Link to the video showing Quake running: https://www.youtube.com/watch?v=hVnfwzxTJ00
Impressive memory optimizations. Streaming out converted pixel values was a neat way of pulling off the "framebuffer" without having enough memory for storing all the 16 bit values. Solid engineering.
A more detailed article here: https://next-hack.com/index.php/2024/09/22/quake-port-to-spa...
what's with the website load time? like individual elements on this page taking multiple seconds to show. is it not 2024 yet?
A great achievement, given the hardware.
Quake will probably run at 60 FPS on RP2350. Double buffered and with full sound quality. But it's nowhere near as hard to achieve it as on Arduino Nano Matter board. RP2350 got 520 kB RAM, dual core Cortex M33 and can run even at 300 MHz (150 MHz nominal).
The real hackery is the port for GBA mentioned in the article (running on 16.7MHz): https://www.xda-developers.com/how-quake-ported-game-boy-adv...
This is witchcraft...
The game is not running from RAM, it is running from Flash ROM. This means that code and static data can be placed on ROM rather than in RAM.
This is comparable to the GBA, which has 384KB of total RAM, and a ROM cartridge slot for storing the game code and data. But the GBA is only 16MHz, the EFR32MG24 system used for this project is overclocked to 136.5MHz.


* [TASK TO COMPLETE]: The answer must consist of each line of the records below that contains the string "caret".

* [ENTRIES SUPPLIED]:
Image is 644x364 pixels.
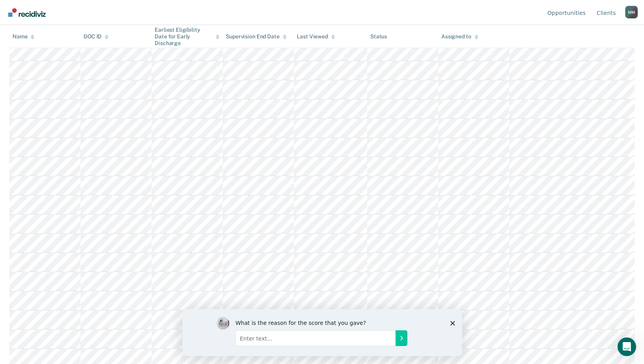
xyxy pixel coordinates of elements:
div: Last Viewed [297,33,335,40]
div: M M [626,6,638,18]
div: Status [370,33,387,40]
img: Recidiviz [8,8,45,17]
button: Profile dropdown button [626,6,638,18]
div: Earliest Eligibility Date for Early Discharge [154,26,220,46]
div: Supervision End Date [226,33,286,40]
iframe: Intercom live chat [618,337,637,356]
div: Assigned to [441,33,478,40]
div: DOC ID [83,33,108,40]
div: Name [12,33,34,40]
iframe: Survey by Kim from Recidiviz [182,309,463,356]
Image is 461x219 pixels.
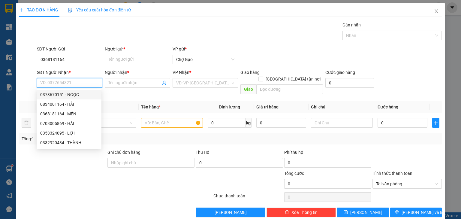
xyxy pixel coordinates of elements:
[141,118,203,128] input: VD: Bàn, Ghế
[257,118,306,128] input: 0
[40,101,98,108] div: 0834001164 - HẢI
[373,171,413,176] label: Hình thức thanh toán
[402,209,444,216] span: [PERSON_NAME] và In
[391,208,443,217] button: printer[PERSON_NAME] và In
[37,69,102,76] div: SĐT Người Nhận
[241,70,260,75] span: Giao hàng
[292,209,318,216] span: Xóa Thông tin
[162,81,167,85] span: user-add
[196,208,265,217] button: [PERSON_NAME]
[40,120,98,127] div: 0703005869 - HẢI
[433,118,440,128] button: plus
[326,78,374,88] input: Cước giao hàng
[173,46,238,52] div: VP gửi
[337,208,389,217] button: save[PERSON_NAME]
[37,46,102,52] div: SĐT Người Gửi
[351,209,383,216] span: [PERSON_NAME]
[22,135,178,142] div: Tổng: 1
[376,179,439,188] span: Tại văn phòng
[37,138,102,148] div: 0332920484 - THÀNH
[141,105,161,109] span: Tên hàng
[285,210,289,215] span: delete
[196,150,210,155] span: Thu Hộ
[343,23,361,27] label: Gán nhãn
[344,210,348,215] span: save
[68,8,73,13] img: icon
[284,171,304,176] span: Tổng cước
[311,118,373,128] input: Ghi Chú
[105,46,170,52] div: Người gửi
[267,208,336,217] button: deleteXóa Thông tin
[284,149,372,158] div: Phí thu hộ
[309,101,376,113] th: Ghi chú
[68,8,131,12] span: Yêu cầu xuất hóa đơn điện tử
[246,118,252,128] span: kg
[37,90,102,99] div: 0373670151 - NGỌC
[395,210,400,215] span: printer
[263,76,323,82] span: [GEOGRAPHIC_DATA] tận nơi
[257,84,323,94] input: Dọc đường
[428,3,445,20] button: Close
[40,139,98,146] div: 0332920484 - THÀNH
[40,91,98,98] div: 0373670151 - NGỌC
[40,111,98,117] div: 0368181164 - MẾN
[257,105,279,109] span: Giá trị hàng
[78,118,132,127] span: Khác
[215,209,247,216] span: [PERSON_NAME]
[37,119,102,128] div: 0703005869 - HẢI
[241,84,257,94] span: Giao
[19,8,58,12] span: TẠO ĐƠN HÀNG
[433,120,440,125] span: plus
[19,8,23,12] span: plus
[37,109,102,119] div: 0368181164 - MẾN
[40,130,98,136] div: 0353324095 - LỢI
[173,70,190,75] span: VP Nhận
[37,128,102,138] div: 0353324095 - LỢI
[108,158,195,168] input: Ghi chú đơn hàng
[326,70,355,75] label: Cước giao hàng
[434,9,439,14] span: close
[108,150,141,155] label: Ghi chú đơn hàng
[219,105,240,109] span: Định lượng
[105,69,170,76] div: Người nhận
[37,99,102,109] div: 0834001164 - HẢI
[176,55,235,64] span: Chợ Gạo
[378,105,399,109] span: Cước hàng
[22,118,31,128] button: delete
[213,193,284,203] div: Chưa thanh toán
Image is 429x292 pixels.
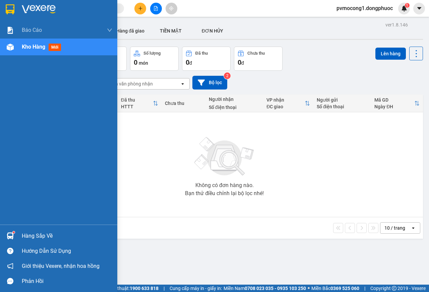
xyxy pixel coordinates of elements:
[317,97,368,103] div: Người gửi
[234,47,283,71] button: Chưa thu0đ
[107,27,112,33] span: down
[49,44,61,51] span: mới
[7,278,13,284] span: message
[413,3,425,14] button: caret-down
[267,104,304,109] div: ĐC giao
[111,23,150,39] button: Hàng đã giao
[6,4,14,14] img: logo-vxr
[121,104,153,109] div: HTTT
[385,225,405,231] div: 10 / trang
[392,286,397,291] span: copyright
[182,47,231,71] button: Đã thu0đ
[365,285,366,292] span: |
[7,232,14,239] img: warehouse-icon
[7,263,13,269] span: notification
[411,225,416,231] svg: open
[150,3,162,14] button: file-add
[7,44,14,51] img: warehouse-icon
[196,51,208,56] div: Đã thu
[331,4,398,12] span: pvmocong1.dongphuoc
[375,97,414,103] div: Mã GD
[138,6,143,11] span: plus
[371,95,423,112] th: Toggle SortBy
[375,104,414,109] div: Ngày ĐH
[180,81,185,87] svg: open
[202,28,223,34] span: ĐƠN HỦY
[247,51,265,56] div: Chưa thu
[191,133,258,180] img: svg+xml;base64,PHN2ZyBjbGFzcz0ibGlzdC1wbHVnX19zdmciIHhtbG5zPSJodHRwOi8vd3d3LnczLm9yZy8yMDAwL3N2Zy...
[7,27,14,34] img: solution-icon
[134,58,137,66] span: 0
[241,60,244,66] span: đ
[209,97,260,102] div: Người nhận
[144,51,161,56] div: Số lượng
[406,3,408,8] span: 1
[312,285,359,292] span: Miền Bắc
[166,3,177,14] button: aim
[165,101,202,106] div: Chưa thu
[185,191,264,196] div: Bạn thử điều chỉnh lại bộ lọc nhé!
[130,286,159,291] strong: 1900 633 818
[376,48,406,60] button: Lên hàng
[22,26,42,34] span: Báo cáo
[192,76,227,90] button: Bộ lọc
[154,6,158,11] span: file-add
[209,105,260,110] div: Số điện thoại
[267,97,304,103] div: VP nhận
[130,47,179,71] button: Số lượng0món
[263,95,313,112] th: Toggle SortBy
[7,248,13,254] span: question-circle
[164,285,165,292] span: |
[224,285,306,292] span: Miền Nam
[134,3,146,14] button: plus
[170,285,222,292] span: Cung cấp máy in - giấy in:
[160,28,182,34] span: TIỀN MẶT
[317,104,368,109] div: Số điện thoại
[13,231,15,233] sup: 1
[118,95,162,112] th: Toggle SortBy
[401,5,407,11] img: icon-new-feature
[98,285,159,292] span: Hỗ trợ kỹ thuật:
[22,231,112,241] div: Hàng sắp về
[386,21,408,29] div: ver 1.8.146
[22,276,112,286] div: Phản hồi
[224,72,231,79] sup: 2
[107,80,153,87] div: Chọn văn phòng nhận
[121,97,153,103] div: Đã thu
[22,262,100,270] span: Giới thiệu Vexere, nhận hoa hồng
[245,286,306,291] strong: 0708 023 035 - 0935 103 250
[189,60,192,66] span: đ
[22,44,45,50] span: Kho hàng
[22,246,112,256] div: Hướng dẫn sử dụng
[186,58,189,66] span: 0
[196,183,254,188] div: Không có đơn hàng nào.
[139,60,148,66] span: món
[417,5,423,11] span: caret-down
[405,3,410,8] sup: 1
[331,286,359,291] strong: 0369 525 060
[308,287,310,290] span: ⚪️
[238,58,241,66] span: 0
[169,6,174,11] span: aim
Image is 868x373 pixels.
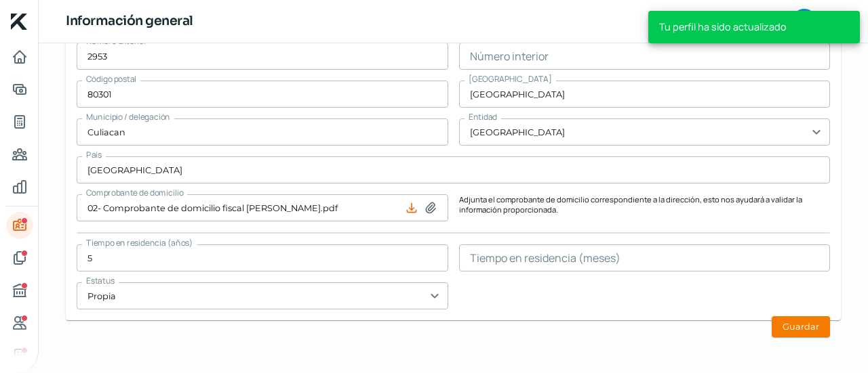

* [SOLVED PROBLEM]:
[413,3,425,14] button: caret-down
[417,5,423,11] span: caret-down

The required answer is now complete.